“Let’s go to my house.” “Your house?” “Yeah. You can meet my mom.” “What about your dad?” “Oh, he has to work late tonight. Sorry.” “Don’t apologize, it’s fine! I’m sure I’ll meet him another time. Oh, don’t do your nervous thing! There will be plenty of opportunities for me to meet him later.” “My ‘nervous thing’?” “You know. Where you pinch your eyebrows together tilt your head over your shoulder.” “Well, you’re a perceptive one...” “Come on, don’t look at me like that! I notice things about a lot of different people.” “Alright, Detective Beautiful, we should probably start heading to my house now. It’s not far, just about a ten-minute walk.”
“Hey, is that your dad in that picture on the mantle? The one in the navy frame?” “Yeah, from when he was on a business trip in Seattle.
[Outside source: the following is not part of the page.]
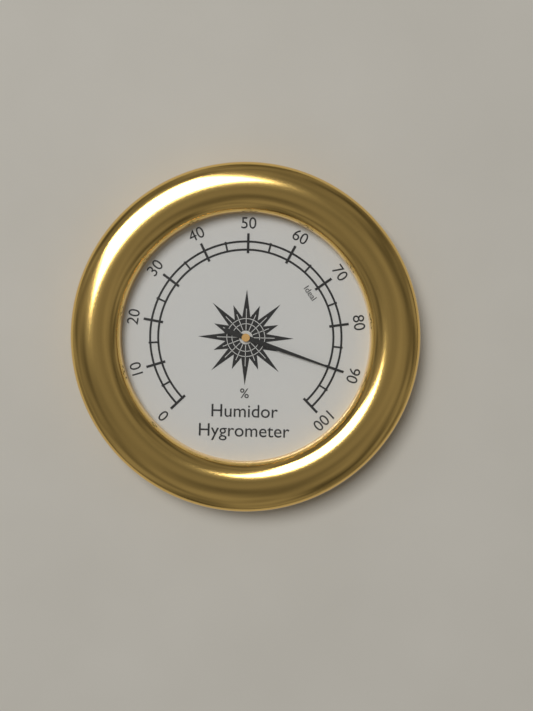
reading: 90 %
You’re from there, right?” “Uh, yeah, but the thing is...” “What is it? Are you alright?” “Uh, yeah, yeah, I’m fine, but the thing is...the thing is that I have...have the same picture, the same frame...at my house. On my mantle. Actually, I...I took the picture.”
Immigration provided the Human Resources uage Arts 711 Englist Asking Questions When Reading Fiction Axel is reading a science fiction book about a family who moves from Earth to live on and not … her planet Read the questions that Axel wrote while he was reading Based on what you've learned about questioning.
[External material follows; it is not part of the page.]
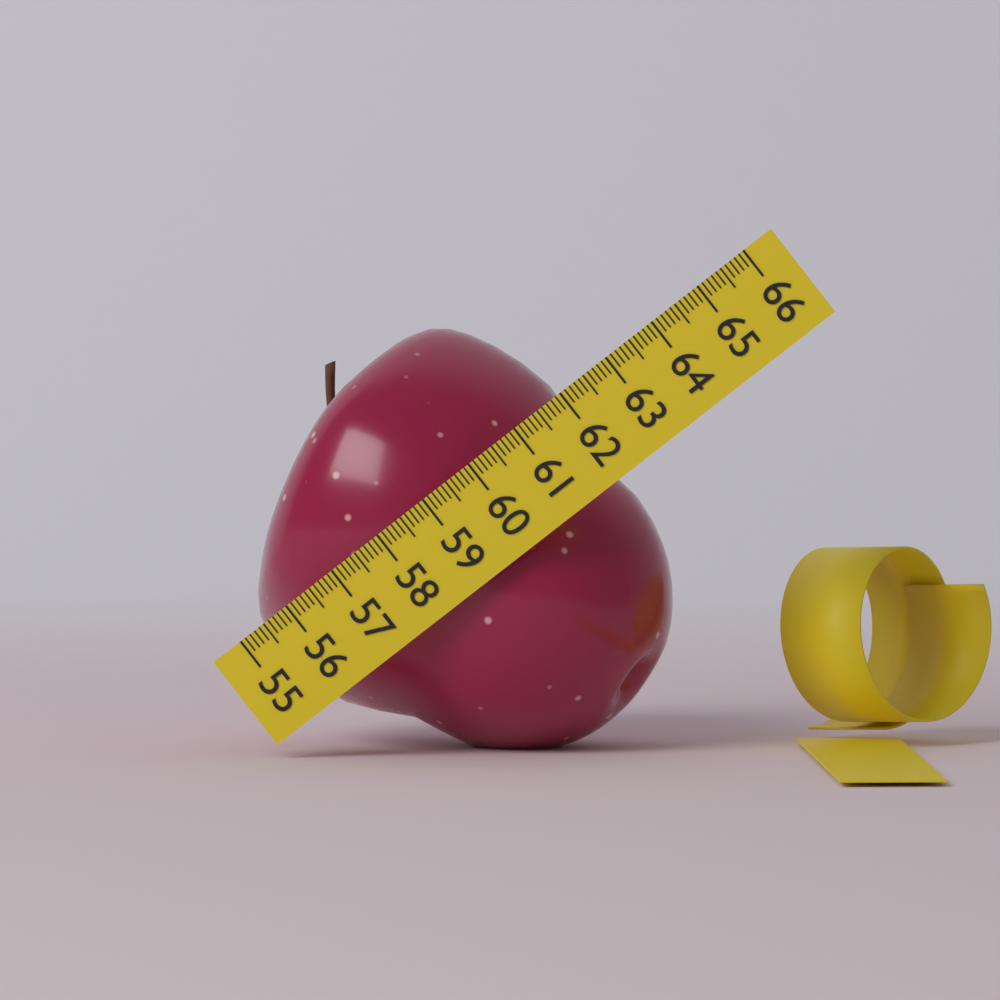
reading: 61.7 (no unit)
1) The glass menagerie in the play mostly represents Laura, because she lives in an imaginary world and her glass animals keeps her active.
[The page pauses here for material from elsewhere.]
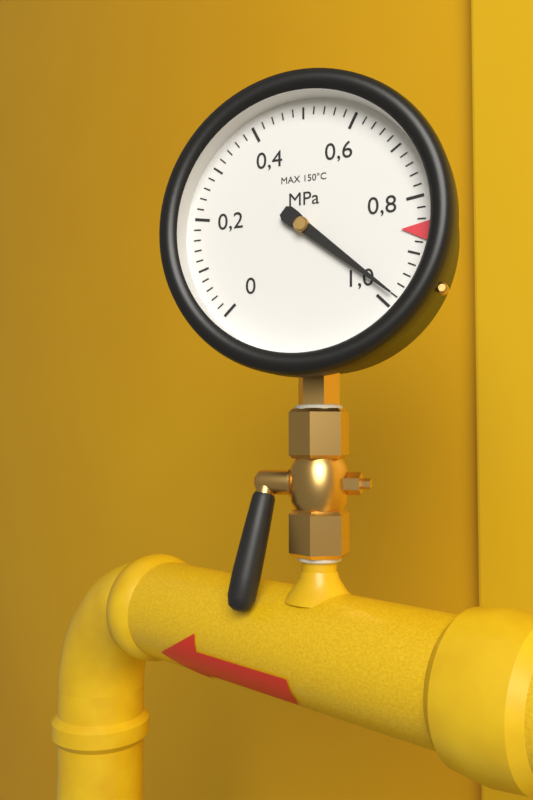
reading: 0.98 MPa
2) Tom is confined to the horrors of his life in the family and Laura has a private world that she claims not to share in reality and Amanda, a pampered woman with unrealistic dreams. These conflicts eventually affect the lives of each characters in concluding that the cannot accept the reality that has been given to them. They purposely dodge their problem into a solution that seems to have created another problem.